Conversational interface
Use realtime voice and interruption handling instead of forcing visitors through rigid menu trees.
Give any kiosk a conversational interface that explains, sells, routes, checks, and assists — even in venues where connectivity is unreliable.
Traditional kiosks make users search through menus designed around a database. A talking kiosk reverses that interaction: visitors describe what they need, ask follow-up questions, and receive a guided path to the next action. IronHeart.AI supplies the realtime conversational runtime behind that experience.
The same foundation can support retail discovery, venue navigation, visitor check-in, travel information, product configuration, queue triage, and multilingual service. Knowledge retrieval grounds answers in the organization’s approved content, while action connectors can create tickets, notify staff, print instructions, or hand the session to a remote employee.
Physical deployments need different reliability assumptions from browser software. Network quality changes, microphones encounter noise, users interrupt, and devices must recover without losing the entire session. Edge Runtime can keep selected interaction logic and state closer to the kiosk, then synchronize with cloud services when they are available.
Use realtime voice and interruption handling instead of forcing visitors through rigid menu trees.
Offer consistent information to a wider audience from one governed operating layer.
Connect scanners, printers, ticketing, staff alerts, inventory, or remote assistance through approved integrations.
Preserve essential behavior and session state when venue connectivity becomes slow or unavailable.
Operators can manage distinct kiosk roles while keeping common observability and policy. A museum guide should not have the same actions as a retail checkout assistant, but both can share deployment tooling, memory primitives, and voice infrastructure. This reduces the cost of expanding from a pilot terminal to a network of locations and devices.
A venue pilot should be tested where the final kiosk will actually stand. Microphone performance, speaker volume, background noise, lighting, reach, privacy, queue behavior, and accessibility can change the outcome more than a laboratory benchmark. Operators should define a graceful fallback for every external dependency, including printers, ticketing, inventory, and staff notifications. Device health and conversation health also need separate monitoring. This operational checklist turns a convincing demonstration into a maintainable service that can be reproduced across locations without assuming every environment behaves the same way.
IronHeart.AI Runtime brings realtime voice, memory, governed knowledge retrieval, agent orchestration, and edge deployment into a common execution layer. Explore the runtime architecture, review Robotics Brain, or compare options in pricing.
No. It provides the runtime software that can be integrated with compatible kiosk and terminal hardware.
Edge deployments can preserve selected capabilities during network loss; the exact offline feature set depends on local models, hardware, and integrations.
Yes, through device-specific software and approved action integrations.
Responses can be grounded in a managed knowledge source with update and access rules defined by the operator.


▶ _Task instructions_: For each line in the data below that has the word "fatalities", copy that line.

(Task data Opens)

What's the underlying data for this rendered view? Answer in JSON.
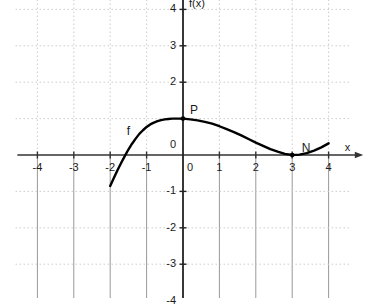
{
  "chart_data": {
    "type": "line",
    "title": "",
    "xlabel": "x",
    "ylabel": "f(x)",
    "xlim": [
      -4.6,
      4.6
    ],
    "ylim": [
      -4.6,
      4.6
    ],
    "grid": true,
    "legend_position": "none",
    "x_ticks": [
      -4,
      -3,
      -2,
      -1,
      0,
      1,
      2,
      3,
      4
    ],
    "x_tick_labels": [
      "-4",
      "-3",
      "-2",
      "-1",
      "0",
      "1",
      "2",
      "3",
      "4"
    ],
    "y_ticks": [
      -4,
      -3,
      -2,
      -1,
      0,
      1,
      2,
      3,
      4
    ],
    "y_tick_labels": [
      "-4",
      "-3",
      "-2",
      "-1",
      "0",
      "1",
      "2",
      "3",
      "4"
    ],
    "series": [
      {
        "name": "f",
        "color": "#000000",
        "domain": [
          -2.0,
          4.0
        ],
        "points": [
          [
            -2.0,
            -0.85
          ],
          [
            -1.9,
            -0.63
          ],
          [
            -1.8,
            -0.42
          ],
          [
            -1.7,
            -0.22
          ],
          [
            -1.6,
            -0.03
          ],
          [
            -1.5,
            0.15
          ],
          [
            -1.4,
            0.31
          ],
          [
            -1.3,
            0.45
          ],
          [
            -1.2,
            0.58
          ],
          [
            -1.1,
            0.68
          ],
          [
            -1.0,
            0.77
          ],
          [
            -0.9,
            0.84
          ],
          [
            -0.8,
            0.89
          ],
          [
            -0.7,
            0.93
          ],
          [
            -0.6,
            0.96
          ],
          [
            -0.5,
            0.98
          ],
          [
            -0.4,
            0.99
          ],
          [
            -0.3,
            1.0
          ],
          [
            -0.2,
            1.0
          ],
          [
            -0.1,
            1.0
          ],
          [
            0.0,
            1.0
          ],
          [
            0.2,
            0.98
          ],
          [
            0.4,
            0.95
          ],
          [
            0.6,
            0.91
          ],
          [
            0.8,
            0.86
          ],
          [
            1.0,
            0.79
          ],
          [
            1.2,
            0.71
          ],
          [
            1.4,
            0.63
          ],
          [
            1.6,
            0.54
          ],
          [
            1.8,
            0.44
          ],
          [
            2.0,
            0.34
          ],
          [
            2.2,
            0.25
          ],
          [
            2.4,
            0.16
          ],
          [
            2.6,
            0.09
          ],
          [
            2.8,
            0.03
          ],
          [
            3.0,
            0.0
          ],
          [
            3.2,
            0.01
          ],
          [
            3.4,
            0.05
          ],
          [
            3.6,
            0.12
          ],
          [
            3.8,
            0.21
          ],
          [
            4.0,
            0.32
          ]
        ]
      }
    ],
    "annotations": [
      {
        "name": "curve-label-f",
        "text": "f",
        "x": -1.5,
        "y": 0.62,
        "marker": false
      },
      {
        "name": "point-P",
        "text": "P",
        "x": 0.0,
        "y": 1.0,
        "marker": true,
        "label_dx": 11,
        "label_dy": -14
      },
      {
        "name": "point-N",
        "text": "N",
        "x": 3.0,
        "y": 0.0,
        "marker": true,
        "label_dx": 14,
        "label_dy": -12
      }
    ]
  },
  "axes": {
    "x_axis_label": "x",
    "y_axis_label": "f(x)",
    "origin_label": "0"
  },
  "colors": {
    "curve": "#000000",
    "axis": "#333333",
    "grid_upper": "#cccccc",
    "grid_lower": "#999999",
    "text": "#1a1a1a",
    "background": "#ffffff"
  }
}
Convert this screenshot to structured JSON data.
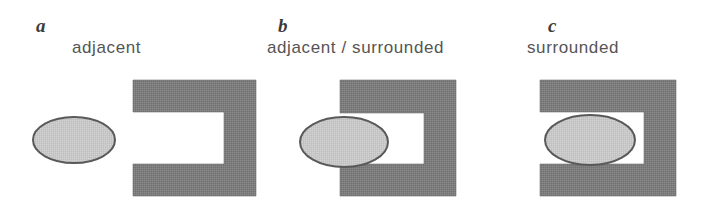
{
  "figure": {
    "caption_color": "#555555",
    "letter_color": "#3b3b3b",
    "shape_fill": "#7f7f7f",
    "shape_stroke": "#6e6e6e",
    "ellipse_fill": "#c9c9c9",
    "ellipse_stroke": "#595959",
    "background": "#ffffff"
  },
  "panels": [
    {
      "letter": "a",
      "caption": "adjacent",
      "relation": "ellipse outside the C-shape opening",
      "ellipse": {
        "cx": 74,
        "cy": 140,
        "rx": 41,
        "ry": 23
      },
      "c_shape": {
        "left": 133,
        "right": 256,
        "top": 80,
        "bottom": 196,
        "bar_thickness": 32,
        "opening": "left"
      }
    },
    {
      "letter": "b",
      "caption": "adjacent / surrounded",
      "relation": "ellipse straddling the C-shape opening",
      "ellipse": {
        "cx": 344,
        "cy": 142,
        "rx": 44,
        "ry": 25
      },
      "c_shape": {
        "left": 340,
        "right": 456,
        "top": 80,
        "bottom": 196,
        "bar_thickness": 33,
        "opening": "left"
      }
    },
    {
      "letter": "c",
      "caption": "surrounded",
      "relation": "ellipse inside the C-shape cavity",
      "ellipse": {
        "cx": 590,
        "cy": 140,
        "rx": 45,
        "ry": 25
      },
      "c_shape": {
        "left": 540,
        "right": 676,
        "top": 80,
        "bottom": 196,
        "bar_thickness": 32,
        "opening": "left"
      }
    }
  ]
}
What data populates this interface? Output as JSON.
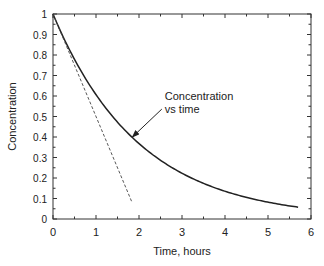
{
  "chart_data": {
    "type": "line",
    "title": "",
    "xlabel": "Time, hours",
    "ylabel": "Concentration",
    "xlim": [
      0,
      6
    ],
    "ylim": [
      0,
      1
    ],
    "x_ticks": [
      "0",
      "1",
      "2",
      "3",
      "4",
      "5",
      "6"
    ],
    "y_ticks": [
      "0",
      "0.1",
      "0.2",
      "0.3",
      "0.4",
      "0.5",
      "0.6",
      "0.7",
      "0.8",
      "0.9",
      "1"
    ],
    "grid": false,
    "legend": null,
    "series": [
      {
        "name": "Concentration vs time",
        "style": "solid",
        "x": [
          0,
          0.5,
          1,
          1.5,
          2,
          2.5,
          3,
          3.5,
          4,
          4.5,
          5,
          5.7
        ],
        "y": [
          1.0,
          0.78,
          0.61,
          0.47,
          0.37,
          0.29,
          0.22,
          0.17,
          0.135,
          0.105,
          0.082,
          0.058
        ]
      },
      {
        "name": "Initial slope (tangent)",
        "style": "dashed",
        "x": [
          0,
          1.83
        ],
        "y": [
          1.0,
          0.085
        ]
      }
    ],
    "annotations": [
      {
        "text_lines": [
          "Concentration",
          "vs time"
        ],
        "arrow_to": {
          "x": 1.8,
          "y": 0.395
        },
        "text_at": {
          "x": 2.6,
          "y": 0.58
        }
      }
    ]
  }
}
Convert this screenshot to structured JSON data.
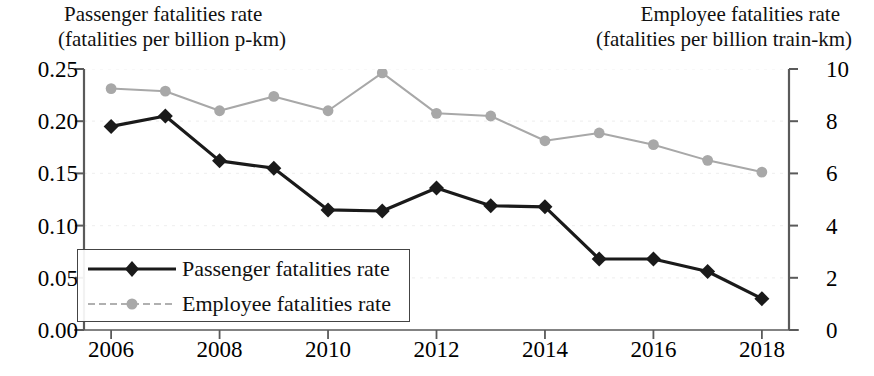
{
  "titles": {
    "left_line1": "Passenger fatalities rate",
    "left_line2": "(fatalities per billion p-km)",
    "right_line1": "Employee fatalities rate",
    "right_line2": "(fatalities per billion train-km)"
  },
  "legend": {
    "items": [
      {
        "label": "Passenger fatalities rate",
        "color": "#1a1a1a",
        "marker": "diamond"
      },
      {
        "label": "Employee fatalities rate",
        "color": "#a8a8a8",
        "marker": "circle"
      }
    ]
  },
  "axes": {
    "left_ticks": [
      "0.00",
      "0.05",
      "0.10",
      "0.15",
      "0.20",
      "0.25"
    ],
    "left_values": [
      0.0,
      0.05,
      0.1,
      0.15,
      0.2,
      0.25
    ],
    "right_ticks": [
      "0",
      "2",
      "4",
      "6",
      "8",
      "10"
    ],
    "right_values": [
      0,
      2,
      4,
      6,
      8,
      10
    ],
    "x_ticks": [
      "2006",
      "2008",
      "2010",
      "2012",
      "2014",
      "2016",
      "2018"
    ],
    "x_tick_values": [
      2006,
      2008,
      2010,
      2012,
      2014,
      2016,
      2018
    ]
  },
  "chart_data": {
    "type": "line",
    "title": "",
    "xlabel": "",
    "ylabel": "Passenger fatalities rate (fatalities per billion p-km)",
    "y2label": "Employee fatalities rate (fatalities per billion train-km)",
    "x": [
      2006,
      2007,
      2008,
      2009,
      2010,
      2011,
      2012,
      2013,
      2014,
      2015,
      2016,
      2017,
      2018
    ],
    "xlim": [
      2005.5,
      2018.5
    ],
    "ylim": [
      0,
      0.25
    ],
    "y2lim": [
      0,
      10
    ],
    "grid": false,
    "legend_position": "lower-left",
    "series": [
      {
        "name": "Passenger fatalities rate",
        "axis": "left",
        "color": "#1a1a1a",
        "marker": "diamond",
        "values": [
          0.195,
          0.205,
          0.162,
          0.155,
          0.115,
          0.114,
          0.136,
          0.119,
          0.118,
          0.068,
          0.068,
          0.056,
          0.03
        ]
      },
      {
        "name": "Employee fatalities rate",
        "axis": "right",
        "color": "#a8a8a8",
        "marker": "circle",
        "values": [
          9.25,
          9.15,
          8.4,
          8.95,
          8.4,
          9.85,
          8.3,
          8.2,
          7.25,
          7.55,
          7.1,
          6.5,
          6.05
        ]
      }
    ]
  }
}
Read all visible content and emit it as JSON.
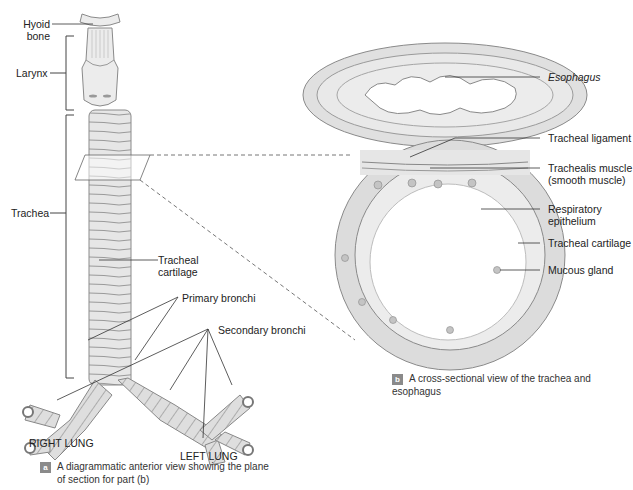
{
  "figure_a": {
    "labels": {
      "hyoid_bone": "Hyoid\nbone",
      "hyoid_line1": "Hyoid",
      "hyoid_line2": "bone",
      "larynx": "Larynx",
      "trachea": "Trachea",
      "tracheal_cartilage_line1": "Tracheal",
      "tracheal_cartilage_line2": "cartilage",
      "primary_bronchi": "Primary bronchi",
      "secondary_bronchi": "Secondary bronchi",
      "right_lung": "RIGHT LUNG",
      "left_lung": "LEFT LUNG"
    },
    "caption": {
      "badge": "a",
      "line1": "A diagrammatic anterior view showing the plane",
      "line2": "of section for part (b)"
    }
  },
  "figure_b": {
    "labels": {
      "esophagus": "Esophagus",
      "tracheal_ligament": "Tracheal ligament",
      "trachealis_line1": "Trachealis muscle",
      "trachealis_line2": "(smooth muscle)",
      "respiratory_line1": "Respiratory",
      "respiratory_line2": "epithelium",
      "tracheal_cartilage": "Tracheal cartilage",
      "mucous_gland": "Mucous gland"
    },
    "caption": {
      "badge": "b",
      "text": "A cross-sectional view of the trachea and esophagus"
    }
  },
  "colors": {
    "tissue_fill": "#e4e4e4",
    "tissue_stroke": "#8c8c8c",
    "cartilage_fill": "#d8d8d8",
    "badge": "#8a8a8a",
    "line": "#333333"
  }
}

(Task data Closes)

▶ _Written solution_:
    "left_line1": "Passenger fatalities rate",
    "left_line2": "(fatalities per billion p-km)",
    "right_line1": "Employee fatalities rate",
    "right_line2": "(fatalities per billion train-km)"
        "label": "Passenger fatalities rate",
        "label": "Employee fatalities rate",
    "ylabel": "Passenger fatalities rate (fatalities per billion p-km)",
    "y2label": "Employee fatalities rate (fatalities per billion train-km)",
        "name": "Passenger fatalities rate",
        "name": "Employee fatalities rate",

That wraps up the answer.